Streaming Best Practices
Note:
You must connect to the WebSocket at least once every 24 hours. If not, then you must send the optional "offset" input parameter together with the value of the last offset you received.
Ensure there is a minimum of 10000ms (10 seconds) between sending the "complete" message to close one WebSocket connection and the next "subscribe" message to reopen a WebSocket connection.
The Streaming API is not throttled. As events are produced, they are immediately sent out. Potentially, this means many events will be pushed at the same time and create a backpressure.
To cope with this potential backpressure, it is essential the consuming architecture can scale, for example, by buffering before writing to back-end systems. If the backpressure exceeds the ability of the consuming architecture to scale, you can disconnect the WebSocket and then restart it later once more capacity is available in the consuming architecture. Any events that occurred since the WebSocket disconnect will be sent as soon as you reconnect.
While no option is currently available to clear the backlog of events, the "latest" parameter allows you to skip to the latest Business Event in the stream and continue processing from there.
To ensure streaming clients are resilient, redundancy in clients is key. However, only one client can be connected to consume events from a single chain on a single application key. The best practice is to create multiple consuming clients, but maintain a log of which client is connected. The consuming clients not connected should not send requests to the streaming gateway (as these will receive a 4409 response), but wait until the first connected client disconnects before the next client connects. Some partner solutions on the marketplace already implement this pattern.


EXERCISE BRIEF:
Gather all lines in the records below that include the word "their".

[[ DATA FOR PROCESSING, beginning ]]

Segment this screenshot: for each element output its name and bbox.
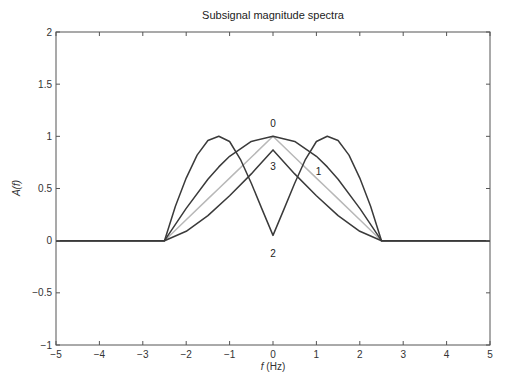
y-tick-label: 0.5 [38,183,52,194]
x-tick-label: −3 [137,349,149,360]
x-axis-label: f (Hz) [261,361,285,372]
x-tick-label: −5 [50,349,62,360]
curve-label-0: 0 [270,118,276,129]
y-tick-label: 1.5 [38,79,52,90]
y-tick-label: −0.5 [32,287,52,298]
x-tick-label: −2 [180,349,192,360]
x-tick-label: −4 [94,349,106,360]
y-tick-label: 0 [46,235,52,246]
curve-label-2: 2 [270,248,276,259]
chart: Subsignal magnitude spectra 0123 −5−4−3−… [0,0,514,382]
y-tick-label: 2 [46,27,52,38]
x-tick-label: 1 [314,349,320,360]
y-axis-label: A(f) [11,180,22,197]
x-tick-label: −1 [224,349,236,360]
curve-label-1: 1 [316,166,322,177]
x-tick-label: 3 [400,349,406,360]
x-tick-label: 2 [357,349,363,360]
axes-box [56,32,490,345]
x-tick-label: 4 [444,349,450,360]
chart-title: Subsignal magnitude spectra [202,9,345,21]
plot-area [56,32,490,345]
x-tick-label: 5 [487,349,493,360]
y-tick-label: 1 [46,131,52,142]
x-tick-label: 0 [270,349,276,360]
curve-label-3: 3 [270,161,276,172]
y-tick-label: −1 [41,340,53,351]
x-axis-label-unit: (Hz) [264,361,286,372]
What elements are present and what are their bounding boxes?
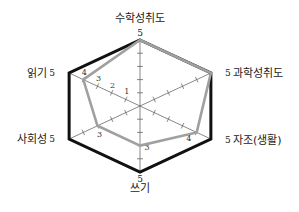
axis-label: 자조(생활) <box>233 133 282 147</box>
tick-label: 2 <box>110 81 115 90</box>
tick-mark <box>125 110 128 115</box>
tick-mark <box>195 77 198 82</box>
max-value-label: 5 <box>137 28 143 38</box>
tick-mark <box>167 90 170 95</box>
max-value-label: 5 <box>49 68 55 78</box>
tick-mark <box>110 116 113 121</box>
radar-chart: 수학성취도5과학성취도5자조(생활)5쓰기5사회성5읽기51234433 <box>0 0 299 212</box>
tick-mark <box>153 110 156 115</box>
tick-mark <box>110 90 113 95</box>
tick-label: 1 <box>124 87 129 96</box>
max-value-label: 5 <box>225 68 231 78</box>
tick-mark <box>82 130 85 135</box>
tick-mark <box>153 97 156 102</box>
axis-label: 읽기 <box>27 67 47 80</box>
tick-label: 4 <box>82 68 87 77</box>
axis-label: 수학성취도 <box>115 12 165 25</box>
max-value-label: 5 <box>137 174 143 184</box>
max-value-label: 5 <box>225 135 231 145</box>
axis-label: 과학성취도 <box>233 67 283 80</box>
max-value-label: 5 <box>49 134 55 144</box>
tick-mark <box>181 123 184 128</box>
axis-label: 사회성 <box>17 133 47 146</box>
tick-mark <box>125 97 128 102</box>
point-value-label: 3 <box>144 143 149 152</box>
point-value-label: 3 <box>97 130 102 139</box>
tick-label: 3 <box>96 74 101 83</box>
tick-mark <box>96 83 99 88</box>
point-value-label: 4 <box>186 134 191 143</box>
tick-mark <box>181 83 184 88</box>
tick-mark <box>167 116 170 121</box>
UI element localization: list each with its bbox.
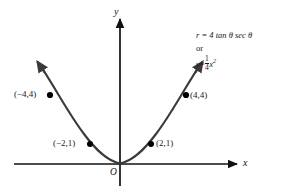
equation-annotation: r = 4 tan θ sec θ or y=14x2 xyxy=(196,29,284,72)
point-label-neg4-4: (−4,4) xyxy=(14,90,36,99)
point-label-4-4: (4,4) xyxy=(190,91,207,100)
equation-connector: or xyxy=(196,42,284,55)
point-label-2-1: (2,1) xyxy=(156,139,173,148)
cartesian-exponent: 2 xyxy=(213,59,216,65)
polar-equation: r = 4 tan θ sec θ xyxy=(196,29,284,42)
x-axis-label: x xyxy=(243,158,247,168)
origin-label: O xyxy=(110,168,117,178)
cartesian-equation: y=14x2 xyxy=(196,55,284,72)
parabola-figure: (−4,4) (4,4) (−2,1) (2,1) y x O r = 4 ta… xyxy=(0,0,286,196)
cartesian-equals: = xyxy=(200,60,205,70)
point-label-neg2-1: (−2,1) xyxy=(53,139,75,148)
point-marker xyxy=(87,141,93,147)
point-marker xyxy=(47,92,53,98)
curve-left-arrow-icon xyxy=(37,61,45,73)
point-marker xyxy=(183,92,189,98)
point-marker xyxy=(148,141,154,147)
y-axis-label: y xyxy=(114,7,118,17)
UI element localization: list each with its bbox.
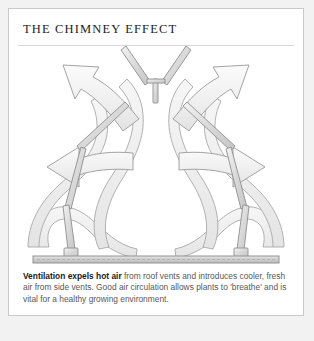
roof-vent-cap — [147, 79, 165, 83]
roof-vent-left-flap — [121, 46, 150, 85]
caption: Ventilation expels hot air from roof ven… — [23, 271, 291, 305]
intake-ribbon-left — [37, 207, 137, 258]
intake-ribbon-right — [175, 207, 275, 258]
roof-vent-right-flap — [162, 46, 191, 85]
ground-bar — [33, 256, 279, 263]
chimney-effect-airflow-diagram — [9, 41, 303, 266]
illustration-card: THE CHIMNEY EFFECT — [8, 8, 304, 316]
caption-lead: Ventilation expels hot air — [23, 271, 122, 281]
page-title: THE CHIMNEY EFFECT — [23, 22, 177, 37]
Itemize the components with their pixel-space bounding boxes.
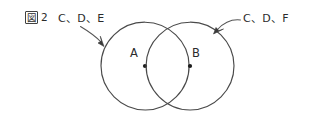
figure-caption-number: 2	[41, 11, 48, 23]
figure-caption: 図 2	[26, 11, 48, 24]
left-annotation-arrow-head	[98, 36, 104, 46]
left-annotation-arrow-line	[81, 27, 102, 43]
right-annotation-text: C、D、F	[243, 12, 289, 25]
figure-diagram: 図 2 A B C、D、E C、D、F	[0, 0, 314, 120]
right-circle-group: B	[146, 22, 234, 110]
left-annotation-group: C、D、E	[58, 12, 105, 47]
figure-container: 図 2 A B C、D、E C、D、F	[0, 0, 314, 120]
right-circle-center-dot	[188, 64, 192, 68]
right-circle-label: B	[192, 46, 200, 60]
left-annotation-text: C、D、E	[58, 12, 105, 25]
left-circle-group: A	[101, 22, 189, 110]
left-circle-label: A	[130, 46, 138, 60]
right-annotation-arrow-line	[218, 20, 241, 30]
right-annotation-group: C、D、F	[214, 12, 289, 34]
figure-caption-glyph: 図	[27, 12, 37, 23]
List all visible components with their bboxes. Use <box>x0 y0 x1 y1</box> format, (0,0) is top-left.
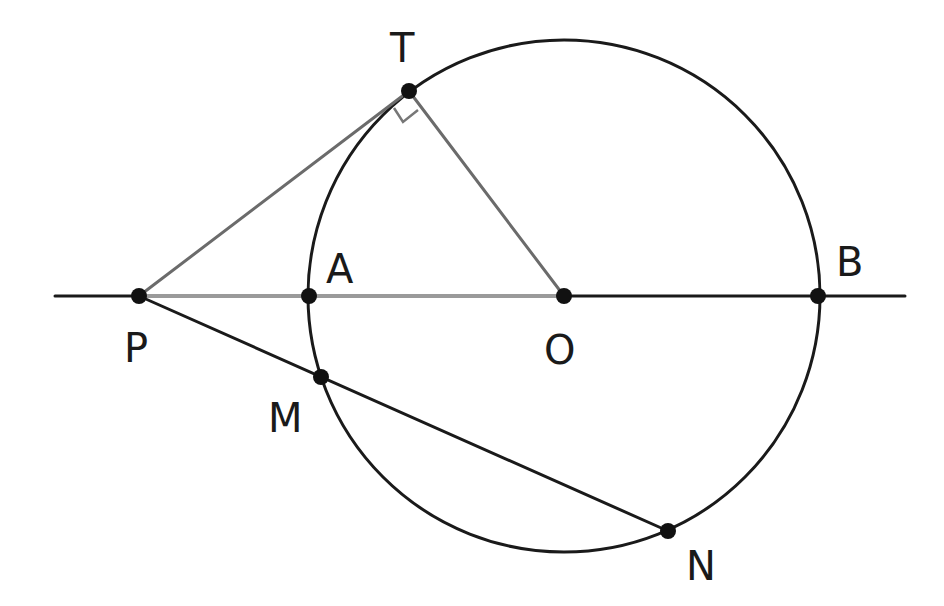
point-M <box>313 369 329 385</box>
label-B: B <box>836 239 863 285</box>
label-A: A <box>326 246 354 292</box>
label-P: P <box>124 325 148 371</box>
point-A <box>301 288 317 304</box>
point-P <box>131 288 147 304</box>
label-M: M <box>268 395 303 441</box>
point-O <box>556 288 572 304</box>
label-N: N <box>686 543 716 589</box>
label-O: O <box>544 327 575 373</box>
point-B <box>810 288 826 304</box>
point-N <box>660 523 676 539</box>
point-T <box>401 83 417 99</box>
geometry-diagram: TPAOBMN <box>0 0 944 606</box>
label-T: T <box>389 25 415 71</box>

[[ DATA FOR PROCESSING, end ]]

RESULT OF THIS EXERCISE:
What elements are present and what are their bounding boxes?
Itemize the components with their pixel-space bounding boxes.
List all visible components with their bboxes. Use <box>x0 y0 x1 y1</box> format, (0,0) is top-left.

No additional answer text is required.